A REST API is an integral component of a web application. You don't need to be an expert backend developer to make your own. In this workshop, we will walk through the basic building blocks of creating your own REST API using Node.js, Express, and MongoDB.
Pre-requisites
If you would like to follow along, please download and install the following:
- Node.js (LTS 8.x)
- Robo3T (Lightweight GUI for MongoDB)
- Create a free MongoDB instance on mLab
- Insomnia REST Client
- IDE Suggestions: Visual Studio Code, Atom, WebStorm (Trial/Paid)
Links
Top comments (4)
Hello Nick, everytime I click on the link it opens your react tutorial.
This is the Node/Mongo API video's link : Link to video on Nick's youtube channel
Thank you so much for catching that @robencom ! I have been sharing that React link way too much lately. :D
Here's the updated link: youtu.be/egeHq-lYyxoa
Thanks for sharing! Very interesting, I've written a ton of APIs, but never in javascript before. Has using a (No)SQL database through javascript reached a decent enough maturity level to be seen as a production alternative for existing languages like C# in your opinion?
By the way, while looking through your code on github, I noticed you committed the database credentials. I'm not sure if you are aware of that, since your database seems to be open to anybody that finds these credentials.
That database I shared is an isolated sandbox instance on mLab, so I left the credentials in the code in case anyone wants to play with it. Thanks for pointing that out.
I've coded in ~13 languages and built large-scale systems in a handful of them. My favorites have been C++, C# and Python. Over the past two years, I have worked exclusively with the MERN stack. It is such a joy to work with that stack and it makes life so much easier compared to any other language I've used. The best thing is that you stay within the JS ecosystem all the way to the database. I've built about five large-scale applications using Node / Express / Mongo and haven't had any issues. I had to learn the ropes to deal with lack of multi-threading and scaling, etc.
If your server-side computations are CPU intensive, you need to architect your project accordingly. In those cases, I might opt for Python / C# / C++.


> _Task to complete_
Restate the listing word for word; omit the images.

> _Dataset excerpts_
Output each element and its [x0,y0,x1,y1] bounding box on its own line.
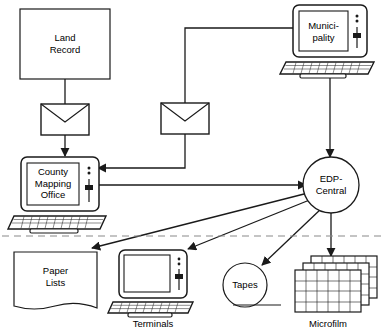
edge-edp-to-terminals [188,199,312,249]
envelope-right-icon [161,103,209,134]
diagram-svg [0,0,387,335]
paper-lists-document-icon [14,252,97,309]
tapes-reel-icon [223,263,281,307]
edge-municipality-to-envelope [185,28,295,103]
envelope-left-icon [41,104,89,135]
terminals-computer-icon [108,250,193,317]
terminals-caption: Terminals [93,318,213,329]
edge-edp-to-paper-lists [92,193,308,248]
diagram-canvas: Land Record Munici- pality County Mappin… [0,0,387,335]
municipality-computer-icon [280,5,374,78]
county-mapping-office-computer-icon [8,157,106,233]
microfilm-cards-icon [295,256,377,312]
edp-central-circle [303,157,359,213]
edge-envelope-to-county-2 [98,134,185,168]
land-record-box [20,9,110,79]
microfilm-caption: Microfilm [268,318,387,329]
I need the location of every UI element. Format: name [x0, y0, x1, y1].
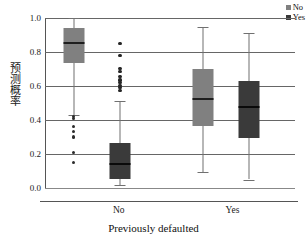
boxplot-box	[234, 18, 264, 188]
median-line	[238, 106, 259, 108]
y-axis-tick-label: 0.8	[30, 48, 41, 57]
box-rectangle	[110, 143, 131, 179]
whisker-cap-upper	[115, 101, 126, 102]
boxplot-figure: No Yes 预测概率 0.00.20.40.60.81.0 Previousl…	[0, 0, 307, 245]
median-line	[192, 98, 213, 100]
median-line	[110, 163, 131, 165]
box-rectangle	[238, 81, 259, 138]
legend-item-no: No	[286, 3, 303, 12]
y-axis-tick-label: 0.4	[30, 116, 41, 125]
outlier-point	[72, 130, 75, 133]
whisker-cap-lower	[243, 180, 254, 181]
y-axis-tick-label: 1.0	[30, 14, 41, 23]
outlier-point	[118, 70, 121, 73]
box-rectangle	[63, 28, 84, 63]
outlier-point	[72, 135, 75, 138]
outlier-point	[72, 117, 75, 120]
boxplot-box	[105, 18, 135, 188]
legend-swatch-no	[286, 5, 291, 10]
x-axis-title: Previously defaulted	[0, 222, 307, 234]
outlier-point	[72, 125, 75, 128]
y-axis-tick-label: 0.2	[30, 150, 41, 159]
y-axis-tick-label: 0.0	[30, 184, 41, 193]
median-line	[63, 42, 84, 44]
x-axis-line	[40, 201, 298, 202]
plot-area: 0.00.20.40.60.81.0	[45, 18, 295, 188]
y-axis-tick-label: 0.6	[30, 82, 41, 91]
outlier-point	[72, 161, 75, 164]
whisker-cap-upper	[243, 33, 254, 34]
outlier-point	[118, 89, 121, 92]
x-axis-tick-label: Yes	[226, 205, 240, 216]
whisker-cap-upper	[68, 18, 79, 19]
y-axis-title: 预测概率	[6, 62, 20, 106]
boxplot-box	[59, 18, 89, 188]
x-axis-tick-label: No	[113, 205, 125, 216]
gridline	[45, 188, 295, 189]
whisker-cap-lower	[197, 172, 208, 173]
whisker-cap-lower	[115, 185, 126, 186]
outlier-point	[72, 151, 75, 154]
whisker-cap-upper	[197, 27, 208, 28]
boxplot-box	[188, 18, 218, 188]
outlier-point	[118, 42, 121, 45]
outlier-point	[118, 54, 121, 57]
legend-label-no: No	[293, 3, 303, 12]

> _Answer space_
Output each element and its [x0,y0,x1,y1] bounding box on its own line.
edge-edp-to-terminals [188,199,312,249]
envelope-right-icon [161,103,209,134]
diagram-svg [0,0,387,335]
paper-lists-document-icon [14,252,97,309]
tapes-reel-icon [223,263,281,307]
edge-municipality-to-envelope [185,28,295,103]
envelope-left-icon [41,104,89,135]
terminals-computer-icon [108,250,193,317]
terminals-caption: Terminals [93,318,213,329]
edge-edp-to-paper-lists [92,193,308,248]
diagram-canvas: Land Record Munici- pality County Mappin… [0,0,387,335]
municipality-computer-icon [280,5,374,78]
county-mapping-office-computer-icon [8,157,106,233]
microfilm-cards-icon [295,256,377,312]
edp-central-circle [303,157,359,213]
edge-envelope-to-county-2 [98,134,185,168]
land-record-box [20,9,110,79]
microfilm-caption: Microfilm [268,318,387,329]
I need the location of every UI element. Format: name [x0, y0, x1, y1].
boxplot-box	[234, 18, 264, 188]
median-line	[238, 106, 259, 108]
y-axis-tick-label: 0.8	[30, 48, 41, 57]
box-rectangle	[110, 143, 131, 179]
whisker-cap-upper	[115, 101, 126, 102]
boxplot-figure: No Yes 预测概率 0.00.20.40.60.81.0 Previousl…	[0, 0, 307, 245]
median-line	[192, 98, 213, 100]
median-line	[110, 163, 131, 165]
box-rectangle	[238, 81, 259, 138]
legend-item-no: No	[286, 3, 303, 12]
y-axis-tick-label: 0.4	[30, 116, 41, 125]
outlier-point	[72, 130, 75, 133]
whisker-cap-lower	[243, 180, 254, 181]
y-axis-tick-label: 1.0	[30, 14, 41, 23]
outlier-point	[118, 70, 121, 73]
box-rectangle	[63, 28, 84, 63]
outlier-point	[72, 135, 75, 138]
outlier-point	[72, 117, 75, 120]
boxplot-box	[105, 18, 135, 188]
legend-swatch-no	[286, 5, 291, 10]
x-axis-title: Previously defaulted	[0, 222, 307, 234]
outlier-point	[72, 125, 75, 128]
y-axis-tick-label: 0.2	[30, 150, 41, 159]
y-axis-tick-label: 0.0	[30, 184, 41, 193]
median-line	[63, 42, 84, 44]
x-axis-line	[40, 201, 298, 202]
plot-area: 0.00.20.40.60.81.0	[45, 18, 295, 188]
y-axis-tick-label: 0.6	[30, 82, 41, 91]
outlier-point	[72, 161, 75, 164]
whisker-cap-upper	[243, 33, 254, 34]
outlier-point	[118, 89, 121, 92]
x-axis-tick-label: Yes	[226, 205, 240, 216]
whisker-cap-upper	[68, 18, 79, 19]
y-axis-title: 预测概率	[6, 62, 20, 106]
boxplot-box	[59, 18, 89, 188]
x-axis-tick-label: No	[113, 205, 125, 216]
gridline	[45, 188, 295, 189]
whisker-cap-lower	[197, 172, 208, 173]
whisker-cap-lower	[115, 185, 126, 186]
outlier-point	[72, 151, 75, 154]
whisker-cap-upper	[197, 27, 208, 28]
boxplot-box	[188, 18, 218, 188]
outlier-point	[118, 42, 121, 45]
outlier-point	[118, 54, 121, 57]
legend-label-no: No	[293, 3, 303, 12]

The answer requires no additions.